You’ll Never Guess Where I Found the Perfect COO
Liz Reisch Picarazzi and Frank Picarazzi
The pandemic forced my eyes open to see pre-existing conditions that had long hampered the business. Some had to do with fundamental underlying issues like managing cash flow and the supply chain. Some had to do with my leadership.
By Liz Reisch Picarazzi
At this time last year, my business was down to one employee — me — while awaiting PPP funding to bring the team back. In New York City, Covid was raging, and the sound of ambulance sirens was ever-present. On the block in Brooklyn where I live, three neighbors died within weeks of each other. For many, April 2020 was the scariest month of our lives.
Covid stopped the business, but it didn’t stop the bills. I owed money to suppliers, landlords, and credit cards. Revenue was down 77 percent and clients were canceling and putting projects on hold. CitiBin got sued in a slip-and-fall scheme, just as we lost business liability insurance due to a change-of-address snafu. And our warehouse was behaving in an extortionate way, so at the height of the pandemic—during the literal lockdown in NYC—I was warehouse shopping.
And then my husband Frank got laid off. I thought he was indispensable at work because he did really important sales reporting for a global fashion brand. Frank saw it coming because he was reading his own reports. Sales in Asia had plummeted in early 2020 when Covid hit. If sales crashed in the U.S. as they did in Asia, he figured, the company would have major layoffs, which it did.
Fast forward a year to now. Thanks to PPP, my team is back. Frank didn’t return to corporate life because CitiBin needed a COO. Sales are up 150 percent, and we’re struggling to keep up with demand. We’re tracking to break $1 million in annual revenue for the first time, which I couldn’t have imagined last year. We’ve gotten some high profile press lately, including a feature story in the The New York Times about package delivery lockers. My inventions have been in The Times twice, and that feels amazing.
The pandemic forced my eyes open to see pre-existing conditions that had long hampered the business. Some had to do with fundamental underlying issues like managing cash flow and the supply chain. Some had to do with my leadership.
I knew way before the pandemic that I needed a COO. Founders are often not good at operations. We start businesses to realize ideas that we can’t let go of, which is how I was with trash enclosures. What began as a side project making trash bins in my backyard is now a national brand that designs and manufactures enclosures that can be shipped anywhere.
Sometimes it feels like the thing I started has turned into an exercise in logistics, warehousing, inventory management, scheduling, trucks, tariffs, taxes, and other important tasks that I’m not good at and dislike doing. I have an oversized negative reaction to anything involving lawyers, contracts, or insurance. Someone else needs to handle that stuff.
Since joining as COO in May, Frank has taken a tremendous amount off my plate, working in the business so that I can work on it. He likes to make spreadsheets that forecast production needs based on past sales. Imagine that. He likes to deal with shipping, whereas I want to throw myself out the window if I have to talk to UPS. He does what I could/should have been doing, and he fully enjoys it.
The business recovered because we disregarded job descriptions and everyone started filling gaps, chasing opportunities, and learning new skills. Previously, when CitiBin needed talent that was beyond our existing competencies, we’d hire coders, photographers, graphic designers, video editors, actors. During the pandemic, with no budget to outsource creative work, we kept it in-house and learned new skills.
Our sales and customer service manager, Alejandro, learned video editing and Shopify coding to enable new features in the online store. Our operations manager Carla, who handles production, bookkeeping and payroll, became a photographer and social media publisher. Frank played dual roles as mail man and porch pirate in a ParcelDrop commercial. And he also set up Google AdWords campaigns.
We got scrappy, using our own and our employees’ homes, pets, and family in photography and video that fed CitiBin’s marketing. My employees now have such a wide breadth of skills that I’m concerned about how amazing their resumes would look to prospective employers.
With people spending more time outside, there has been a surge in demand for outdoor living items like pools, patio furniture, and gardening supplies. There has also been a spike in demand for two things that CitiBin has sold but never actively marketed: sheds and planters. I’ve learned it’s hard to sell sheds and planters if no one knows you sell them. So we turned marketing on for sheds and planters, added them to the online store, social media, and email newsletters. For some time, my vision has been for CitiBin to be a premium outdoor brand—not just trash enclosures and package lockers. During the pandemic with the boom in outdoor living, I started to advance that vision.
A year ago I was at the epicenter of COVID and Googling bankruptcy. Today, I’m vaccinated and making more sales than ever. The pandemic forced changes that might have taken me years to make.
Liz Reisch Picarazzi, CEO of Citibin, writes regularly about her entrepreneurial journey.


WHAT YOU NEED TO DO >> Output, exactly and with no pictures, the line that contains "reveal person bounding box." and every line that comes after it in the data below, the last one included.

[Free-text object descriptions]
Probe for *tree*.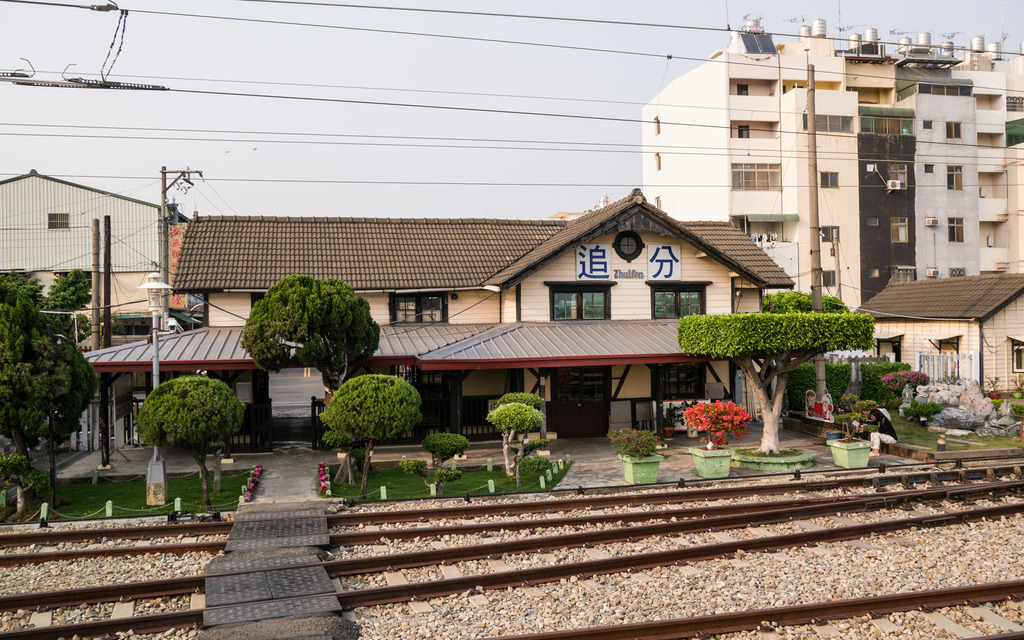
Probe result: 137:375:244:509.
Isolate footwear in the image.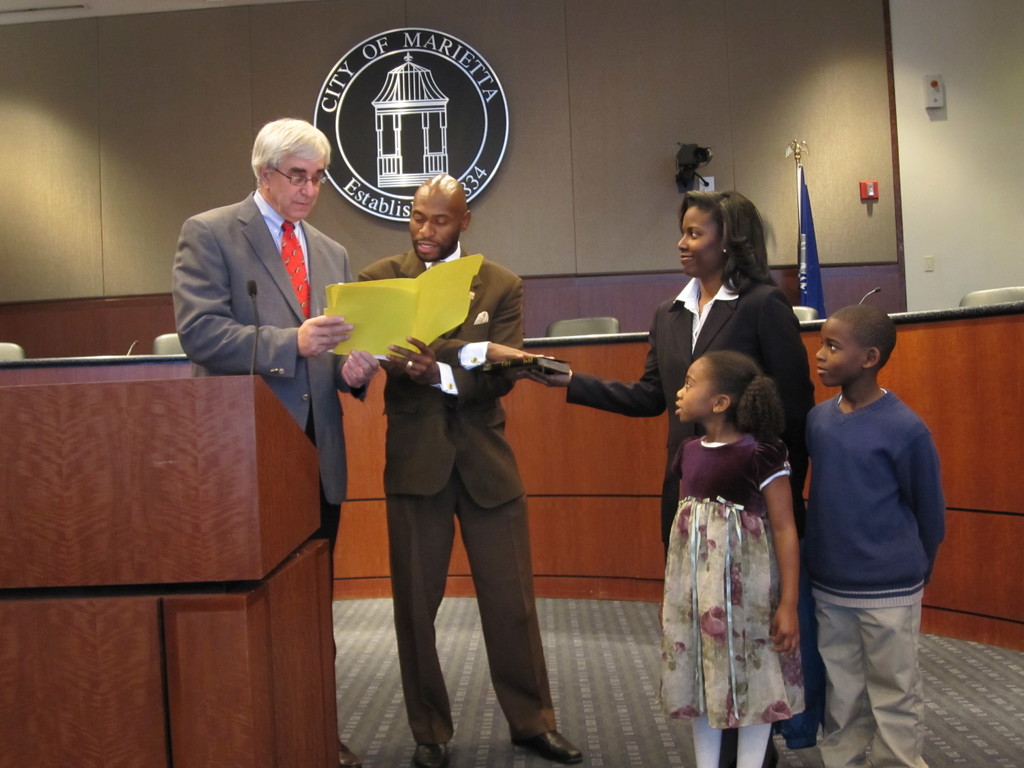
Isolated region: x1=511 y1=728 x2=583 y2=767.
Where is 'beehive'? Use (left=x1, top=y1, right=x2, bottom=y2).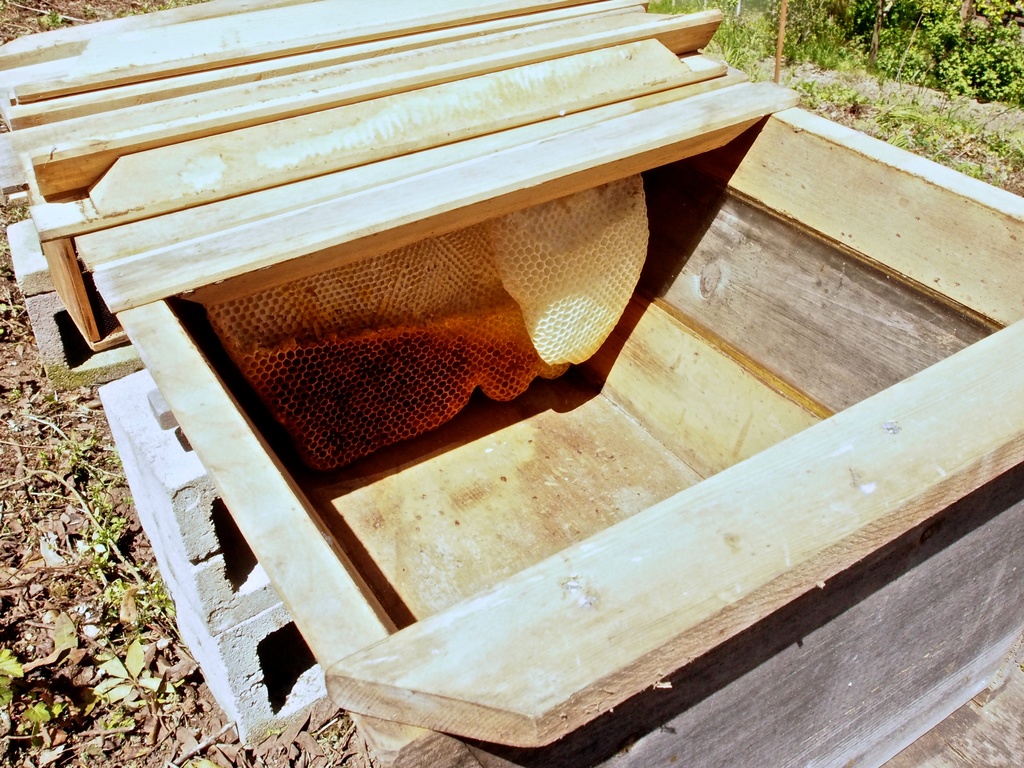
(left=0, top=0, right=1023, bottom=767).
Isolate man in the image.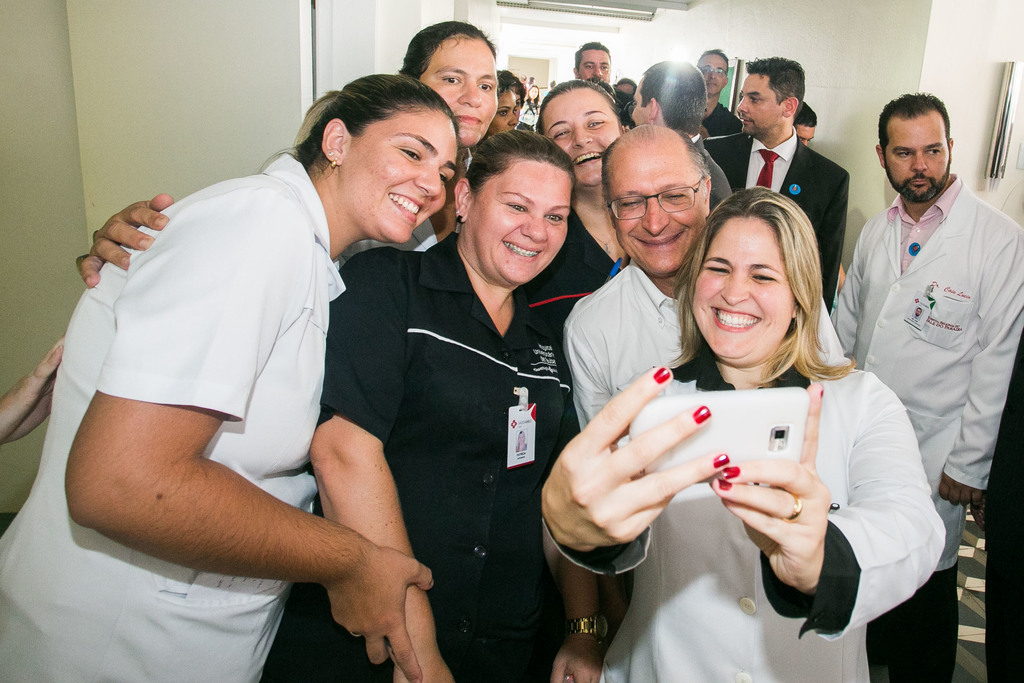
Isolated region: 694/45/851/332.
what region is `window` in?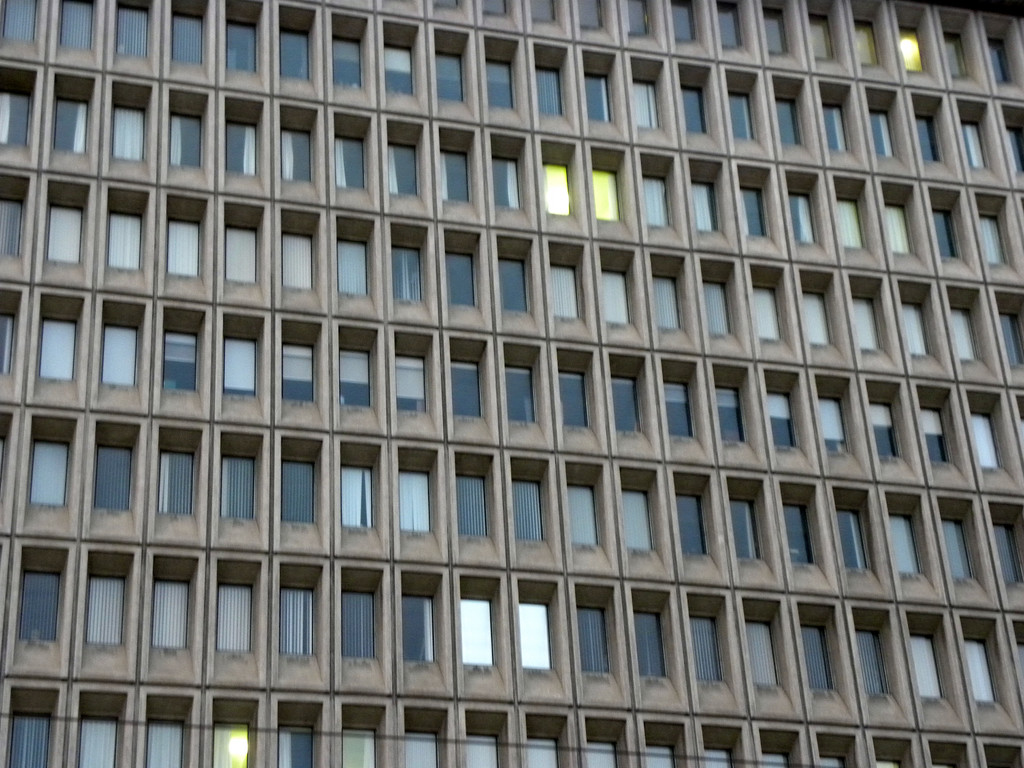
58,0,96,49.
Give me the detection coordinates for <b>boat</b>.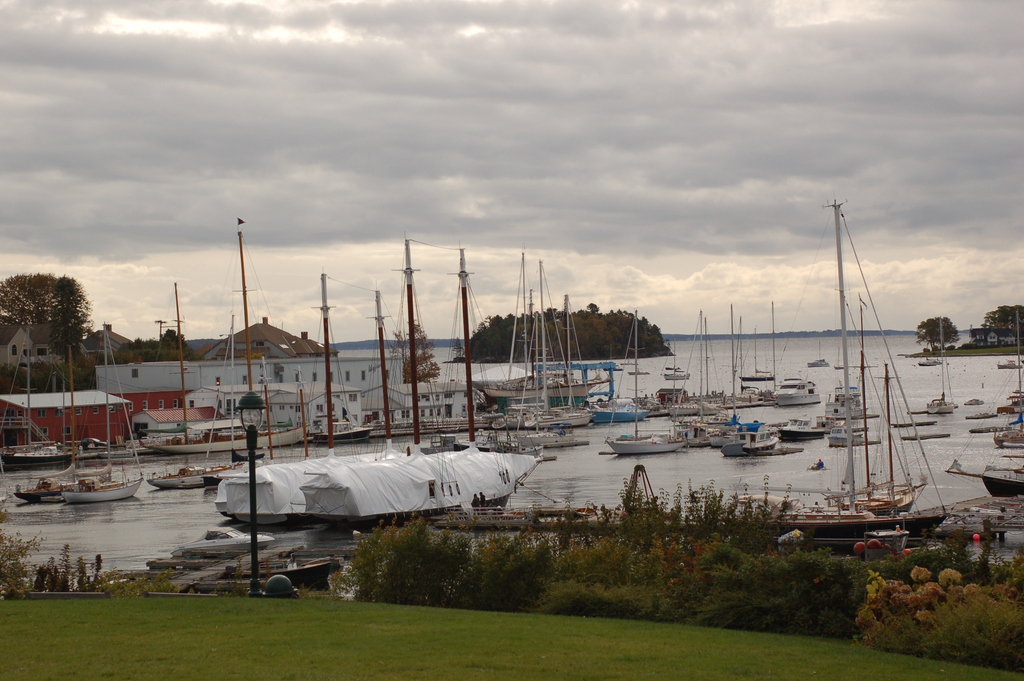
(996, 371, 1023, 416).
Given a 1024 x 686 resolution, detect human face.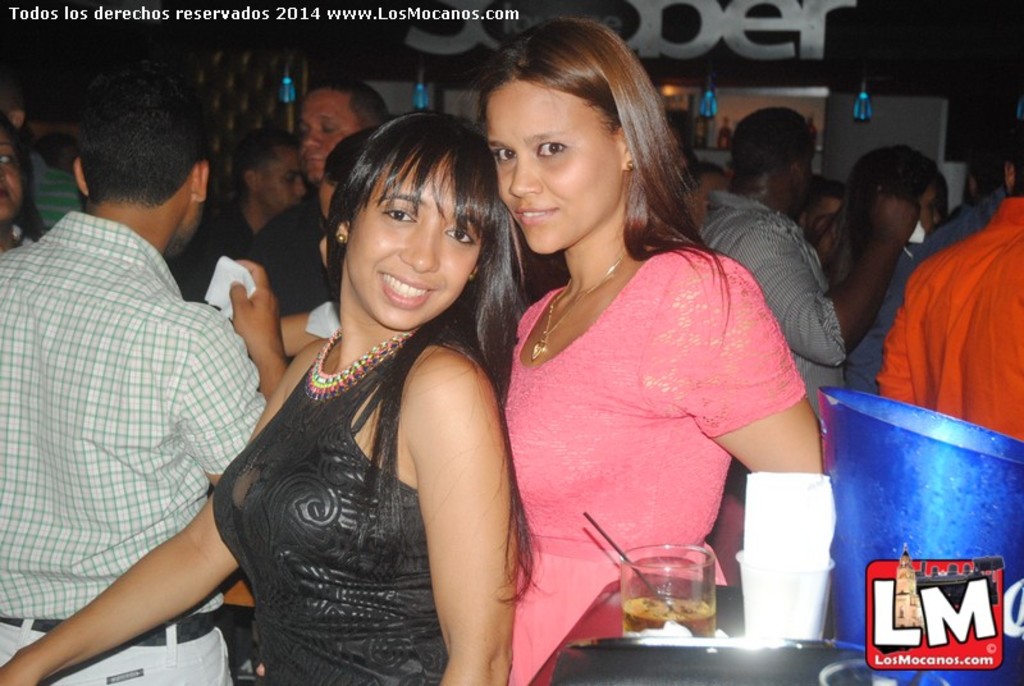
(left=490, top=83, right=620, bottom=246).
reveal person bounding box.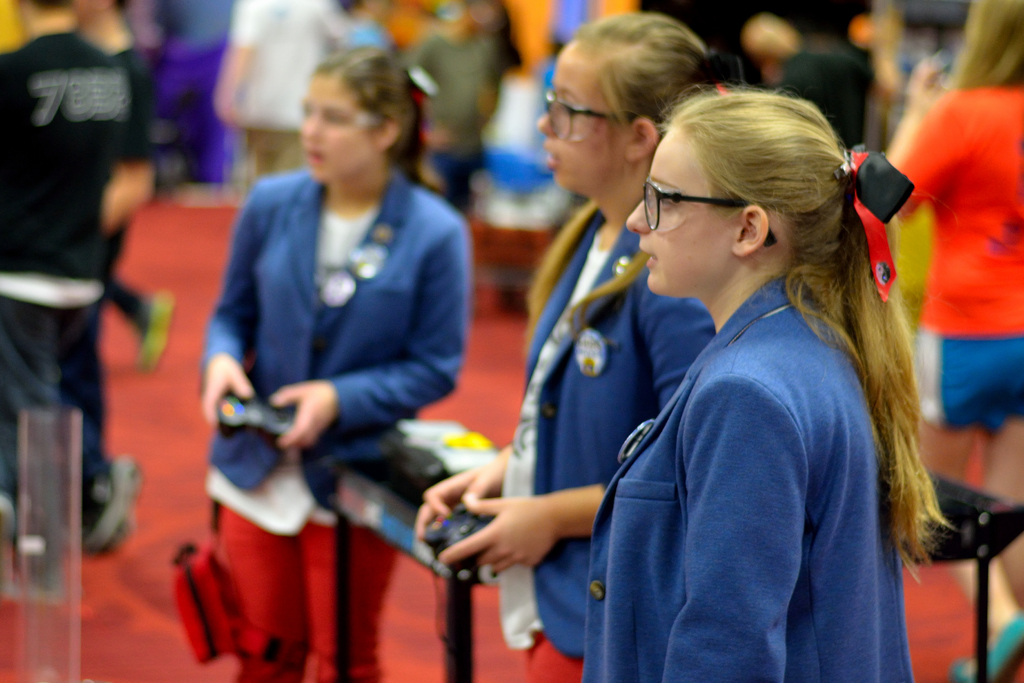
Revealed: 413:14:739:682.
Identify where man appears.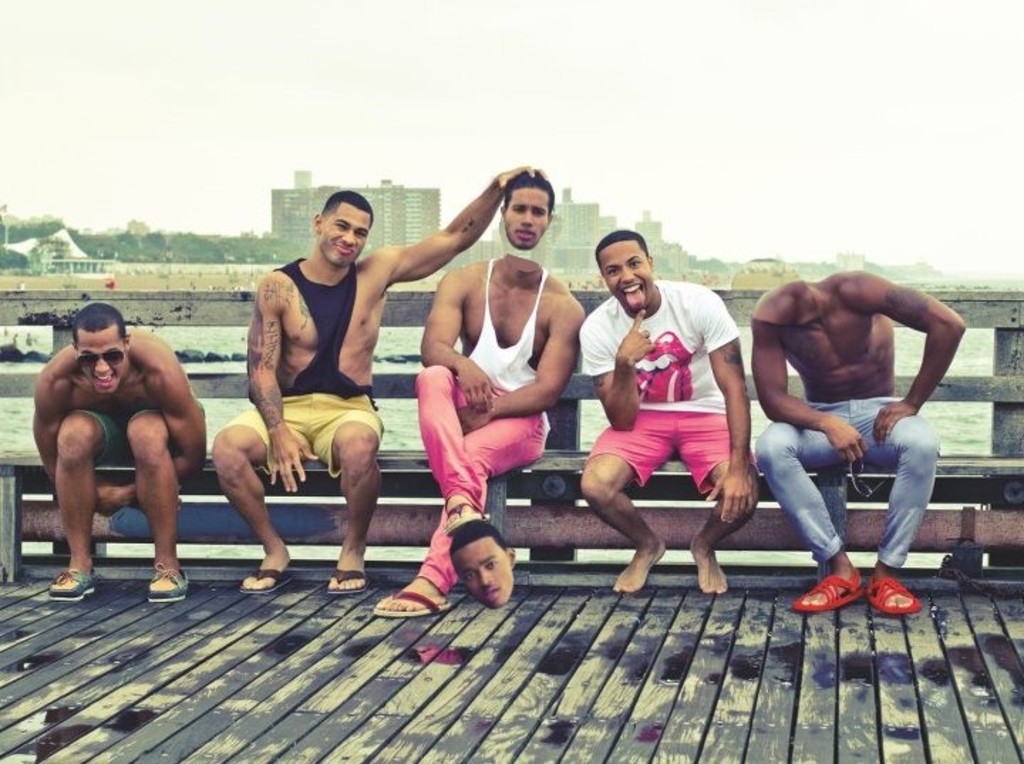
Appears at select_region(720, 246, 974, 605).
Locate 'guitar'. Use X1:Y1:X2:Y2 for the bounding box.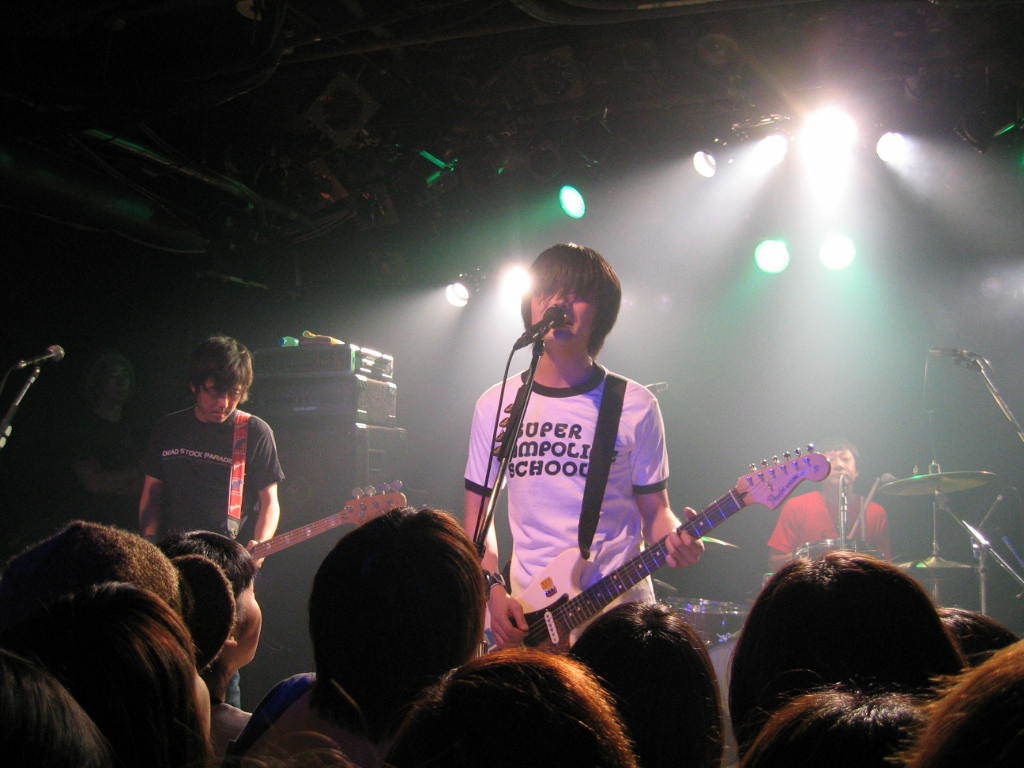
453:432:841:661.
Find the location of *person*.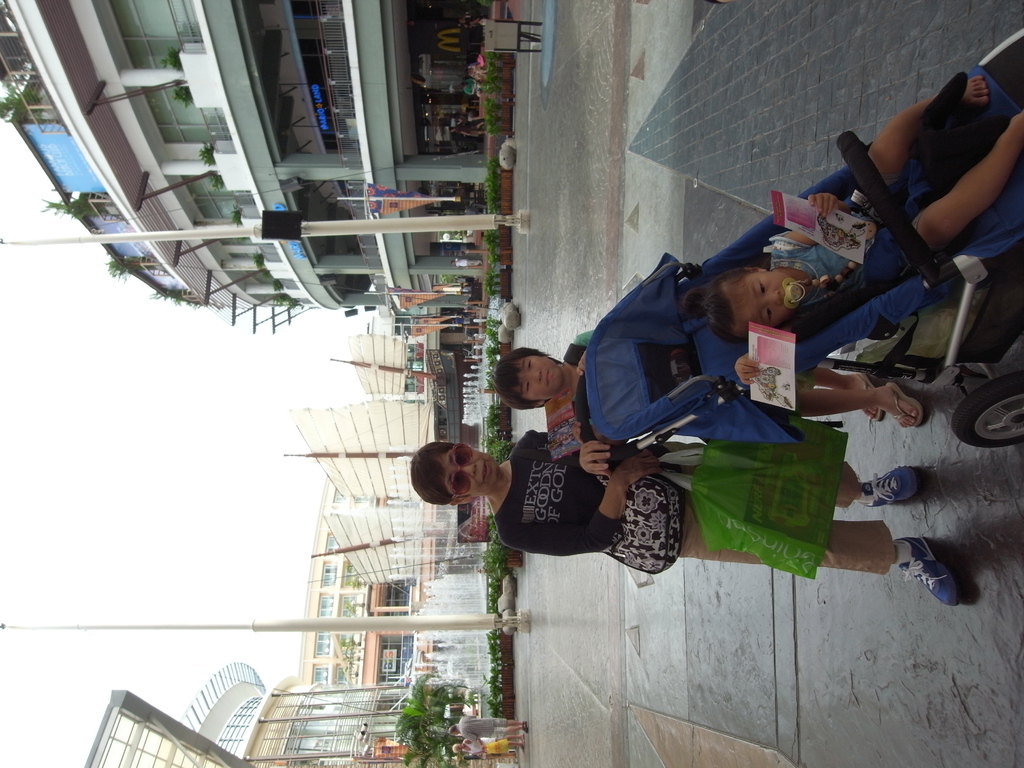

REPLY TO THE EXERCISE >>
reveal person bounding box.
Revealed: 413:14:739:682.
Identify where man appears.
Appears at select_region(720, 246, 974, 605).
Locate 'guitar'. Use X1:Y1:X2:Y2 for the bounding box.
453:432:841:661.
Find the location of *person*.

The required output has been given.